AP-First banned as a bourgeois luxury under the Marxist Khmer Rouge in 1975 and then
limited by private ownership laws and a shortage of foreign currency, cars and motorcycles
are now cruising the pot-holed streets of Phnom Penh with a vengeance.
Once peaceful tree-lined boulevards are now clogged with luxury and four-wheel vehicles
honking their way past motorcycles packed with five and even six people, horse-drawn
carts laden with airconditioners and refrigerators, bicyclists carrying 30-foot planks
of wood, and cyclos stuffed with squealing pigs, mattresses, and beer.
Traffic officer Sor Sam Ang fears for his life when he has to direct the chaos from
a stand in the middle of the main drag, Achar Mean Boulevard. He says he must bend
this way and that to avoid getting hit when rowdy motorcyclists come rushing past.
"I'm afraid, but what should I do?" he said during a much-needed break
along the side of the road. "It's my job."
Sor Sam Ang said there are not enough police in Phnom Penh to arrest all the people
who break traffic laws. As he speaks, an officer speeds past on a motorcycle with
two passengers-one over the legal limit.
Because there are no regularly enforced traffic laws in Phnom Penh, it's every man,
woman and adolescent driver for his or herself. If they plan to turn in one or two
blocks, drivers often cruise on the wrong side of the road, facing oncoming traffic.
There are only six functioning traffic lights in the city.
Capt. Rajeev Sirohi, staff officer in the U.N. Military Information Center, said
the lights,all of which turn from green to red without a warning yellow light, only
make matters worse.
"Green light is go, just go wherever you want," he said. "There's
total confusion."
The traffic problem dates back to 1987, when the government allowed private vehicles
for the first time since the Khmer Rouge banned them in 1975, said Meas Samith, director
of international relations at the Ministry of Transport, Communications and Posts.
Few bothered to go to driving school or get licensed but simply took to the streets,
he said.
Most Cambodians say, however, that the traffic didn't get really bad until the peace
agreement was signed last year, authorizing the U.N. peacekeeping operation. In addition
to thousands of UNTAC personnel, hundreds of overseas Cambodians are flooding back
in with foreign investors. Both groups are spreading around enough dollars to dramatically
boost the sale of motorcycles and cars among local residents, most of whom hit the
streets without learning the rules of the road.
"If they buy their car today, they drive it today," said Chhuan Sok Chhea,
32, a motorcycle-taxi driver. "I'm afraid they don't know the traffic laws."
Oum Oeun, a 33-year-old bicyclist, said he gets so afraid trying to navigate intersections
that he usually gets off and walks.
"The motorcycle drivers don't pay attention," he said. "They look
right and left and then they hit me."
The United Nations added to the chaos when its 12,000 vehicles started arriving.
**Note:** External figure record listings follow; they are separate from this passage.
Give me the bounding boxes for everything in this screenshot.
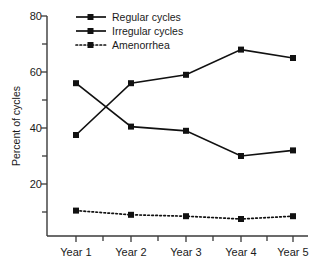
legend-marker-square — [88, 14, 94, 20]
y-tick-label-80: 80 — [30, 10, 42, 22]
data-point-marker[interactable] — [183, 128, 189, 134]
data-point-marker[interactable] — [238, 153, 244, 159]
x-tick-label-year-1: Year 1 — [60, 246, 91, 258]
x-tick-label-year-5: Year 5 — [277, 246, 308, 258]
x-axis-major-ticks — [76, 236, 293, 242]
legend-label: Amenorrhea — [112, 39, 170, 51]
legend-item-amenorrhea[interactable]: Amenorrhea — [76, 39, 170, 51]
data-point-marker[interactable] — [290, 147, 296, 153]
data-point-marker[interactable] — [128, 80, 134, 86]
legend-label: Regular cycles — [112, 11, 181, 23]
series-irregular-cycles — [73, 80, 296, 159]
series-line — [76, 83, 293, 156]
data-point-marker[interactable] — [290, 55, 296, 61]
chart-legend: Regular cycles Irregular cycles Amenorrh… — [76, 11, 183, 51]
data-point-marker[interactable] — [128, 212, 134, 218]
series-line — [76, 50, 293, 135]
legend-item-regular-cycles[interactable]: Regular cycles — [76, 11, 181, 23]
data-point-marker[interactable] — [183, 72, 189, 78]
series-amenorrhea — [73, 208, 296, 222]
data-point-marker[interactable] — [73, 208, 79, 214]
x-tick-label-year-2: Year 2 — [115, 246, 146, 258]
chart-figure: Percent of cycles 80 60 40 20 — [0, 0, 316, 265]
y-axis-title: Percent of cycles — [10, 86, 22, 166]
y-tick-label-60: 60 — [30, 66, 42, 78]
legend-marker-square — [88, 42, 94, 48]
data-point-marker[interactable] — [290, 213, 296, 219]
x-axis-minor-ticks — [103, 236, 267, 241]
data-point-marker[interactable] — [73, 132, 79, 138]
data-point-marker[interactable] — [238, 216, 244, 222]
legend-marker-square — [88, 28, 94, 34]
y-tick-label-40: 40 — [30, 122, 42, 134]
y-tick-label-20: 20 — [30, 178, 42, 190]
x-tick-label-year-3: Year 3 — [170, 246, 201, 258]
line-chart-canvas: Percent of cycles 80 60 40 20 — [0, 0, 316, 265]
data-point-marker[interactable] — [183, 213, 189, 219]
data-point-marker[interactable] — [73, 80, 79, 86]
data-series-layer — [73, 47, 296, 222]
data-point-marker[interactable] — [128, 124, 134, 130]
data-point-marker[interactable] — [238, 47, 244, 53]
x-tick-label-year-4: Year 4 — [225, 246, 256, 258]
series-regular-cycles — [73, 47, 296, 138]
legend-item-irregular-cycles[interactable]: Irregular cycles — [76, 25, 183, 37]
legend-label: Irregular cycles — [112, 25, 183, 37]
The vehicles, painted white and clearly marked "U.N.", are driven by personnel
from about 40 countries, many of whom follow the traffic laws from their home country.
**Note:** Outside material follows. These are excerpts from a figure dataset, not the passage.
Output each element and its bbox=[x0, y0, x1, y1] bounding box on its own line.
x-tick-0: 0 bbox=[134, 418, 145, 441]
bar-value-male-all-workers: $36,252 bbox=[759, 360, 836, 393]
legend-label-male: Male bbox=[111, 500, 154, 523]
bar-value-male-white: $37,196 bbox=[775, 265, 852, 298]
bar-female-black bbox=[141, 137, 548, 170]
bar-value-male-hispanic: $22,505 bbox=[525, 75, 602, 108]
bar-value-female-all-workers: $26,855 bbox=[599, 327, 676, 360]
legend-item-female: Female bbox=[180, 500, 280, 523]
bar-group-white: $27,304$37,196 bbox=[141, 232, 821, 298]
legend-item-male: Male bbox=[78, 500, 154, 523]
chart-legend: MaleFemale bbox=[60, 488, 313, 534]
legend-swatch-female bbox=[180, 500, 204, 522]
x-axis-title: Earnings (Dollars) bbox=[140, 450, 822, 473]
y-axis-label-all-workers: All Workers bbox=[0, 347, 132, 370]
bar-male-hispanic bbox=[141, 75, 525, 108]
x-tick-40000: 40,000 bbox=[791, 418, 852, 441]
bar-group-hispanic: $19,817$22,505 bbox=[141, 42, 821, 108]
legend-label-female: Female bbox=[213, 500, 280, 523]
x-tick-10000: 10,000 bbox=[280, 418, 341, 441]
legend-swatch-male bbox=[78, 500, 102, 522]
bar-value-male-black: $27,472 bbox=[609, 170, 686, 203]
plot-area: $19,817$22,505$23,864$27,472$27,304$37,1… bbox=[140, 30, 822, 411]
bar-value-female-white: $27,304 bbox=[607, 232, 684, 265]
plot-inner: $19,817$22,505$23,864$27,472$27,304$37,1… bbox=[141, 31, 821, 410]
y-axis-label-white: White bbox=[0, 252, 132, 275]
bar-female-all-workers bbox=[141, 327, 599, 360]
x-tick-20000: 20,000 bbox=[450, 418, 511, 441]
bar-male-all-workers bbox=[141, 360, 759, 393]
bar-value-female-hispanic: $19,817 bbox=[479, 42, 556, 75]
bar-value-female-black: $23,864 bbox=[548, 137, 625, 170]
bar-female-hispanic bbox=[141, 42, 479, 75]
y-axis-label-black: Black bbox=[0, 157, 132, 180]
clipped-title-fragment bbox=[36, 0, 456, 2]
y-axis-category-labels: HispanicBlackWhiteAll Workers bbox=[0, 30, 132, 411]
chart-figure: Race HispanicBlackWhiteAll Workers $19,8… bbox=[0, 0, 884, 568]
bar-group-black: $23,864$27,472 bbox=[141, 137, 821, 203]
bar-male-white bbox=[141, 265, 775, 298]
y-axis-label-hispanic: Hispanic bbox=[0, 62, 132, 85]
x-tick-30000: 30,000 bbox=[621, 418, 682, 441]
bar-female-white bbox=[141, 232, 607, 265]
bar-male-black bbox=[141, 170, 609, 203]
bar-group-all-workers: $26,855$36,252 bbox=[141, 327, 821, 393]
"Driving [here] is a challenge," said Lt. Col. Dick Palk, a U.N. military
spokesman. "The only thing that you can predict is that the unpredictable is
going to happen."
Two members of the U.N. peacekeeping operation have died in traffic accidents in
Cambodia, but only one in Phnom Penh, said U.N. Spokesman Eric Falt. He added that
dozens more U.N. personnel have been involved in traffic accidents in the city alone.
Since June, traffic accidents involving U.N. vehicles have caused eight deaths of
Cambodians, according to U.N. Spokesman Eric Berman.
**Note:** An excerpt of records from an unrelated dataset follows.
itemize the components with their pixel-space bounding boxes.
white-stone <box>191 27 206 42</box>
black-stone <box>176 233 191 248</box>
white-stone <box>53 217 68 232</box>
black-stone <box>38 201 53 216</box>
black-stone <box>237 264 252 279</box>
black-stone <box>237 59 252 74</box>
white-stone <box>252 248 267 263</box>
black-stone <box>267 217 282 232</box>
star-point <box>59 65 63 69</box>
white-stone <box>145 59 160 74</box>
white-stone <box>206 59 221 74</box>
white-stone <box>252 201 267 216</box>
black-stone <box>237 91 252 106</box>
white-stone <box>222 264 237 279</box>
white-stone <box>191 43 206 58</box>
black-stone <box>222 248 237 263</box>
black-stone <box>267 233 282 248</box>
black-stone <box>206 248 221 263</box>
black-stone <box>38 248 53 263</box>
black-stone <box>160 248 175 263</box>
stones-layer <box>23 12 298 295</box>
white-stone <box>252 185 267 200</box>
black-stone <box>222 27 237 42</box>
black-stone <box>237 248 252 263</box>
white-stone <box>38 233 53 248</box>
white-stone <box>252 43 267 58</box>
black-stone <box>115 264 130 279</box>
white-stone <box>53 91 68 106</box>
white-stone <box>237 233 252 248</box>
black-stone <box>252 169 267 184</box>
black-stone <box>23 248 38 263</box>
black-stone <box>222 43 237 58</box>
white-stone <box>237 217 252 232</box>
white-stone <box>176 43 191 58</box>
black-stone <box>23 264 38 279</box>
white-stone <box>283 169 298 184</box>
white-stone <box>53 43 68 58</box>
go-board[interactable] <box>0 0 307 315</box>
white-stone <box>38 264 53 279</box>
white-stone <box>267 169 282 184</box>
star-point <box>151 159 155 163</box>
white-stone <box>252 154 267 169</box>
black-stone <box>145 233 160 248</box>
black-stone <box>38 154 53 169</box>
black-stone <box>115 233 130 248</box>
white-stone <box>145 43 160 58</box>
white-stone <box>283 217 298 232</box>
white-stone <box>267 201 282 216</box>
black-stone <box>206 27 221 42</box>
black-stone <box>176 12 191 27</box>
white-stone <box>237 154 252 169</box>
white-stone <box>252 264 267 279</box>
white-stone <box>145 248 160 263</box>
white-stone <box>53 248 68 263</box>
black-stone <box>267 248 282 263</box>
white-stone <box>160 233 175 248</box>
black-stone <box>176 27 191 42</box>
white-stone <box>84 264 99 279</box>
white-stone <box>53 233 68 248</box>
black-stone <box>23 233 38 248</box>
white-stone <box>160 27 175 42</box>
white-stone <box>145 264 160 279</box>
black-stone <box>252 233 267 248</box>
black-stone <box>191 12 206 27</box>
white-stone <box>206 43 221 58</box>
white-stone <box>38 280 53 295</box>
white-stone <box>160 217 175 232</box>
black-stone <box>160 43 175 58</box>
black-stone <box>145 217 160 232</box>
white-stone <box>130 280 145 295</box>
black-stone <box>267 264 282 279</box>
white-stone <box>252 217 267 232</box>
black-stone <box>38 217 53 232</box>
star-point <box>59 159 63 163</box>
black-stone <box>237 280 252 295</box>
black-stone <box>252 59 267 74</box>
U.N. doctors say traffic accidents account for the majority of patients at Phnom
Penh hospitals, although statistics are hard to come by because few accidents are
reported to local police.
Drivers rarely even register their vehicles or bother to get licensed, according
to traffic officials, who say nobody knows how many vehicles or drivers cruise the
streets of Phnom Penh.
U.N. civilian police are hoping to bring order to these anarchistic streets by giving
the Cambodian police on-the-spot training in how to direct traffic and enforce their
laws. And U.N. peacekeepers plan to hire a traffic engineer to straighten out the
"topsy turvy" streets of Phnom Penh, said Peter Fitzgerald, the Irish chief
of operations for the U.N. civilian police.
The engineer is expected to redesign the city's traffic plan, perhaps designating
separate lanes for people and motor-powered vehicles, creating a system of one-way
roads or adding more traffic lights and markings to instruct drivers, he said.
The improvements won't come soon enough for those used to charting more civilized
streets.
"The small-town traffic in India, in spite of the cows and buffalo being there,
is better than this," Sirohi said. "Even the buffalos and cows on the road
have more sense than the drivers here."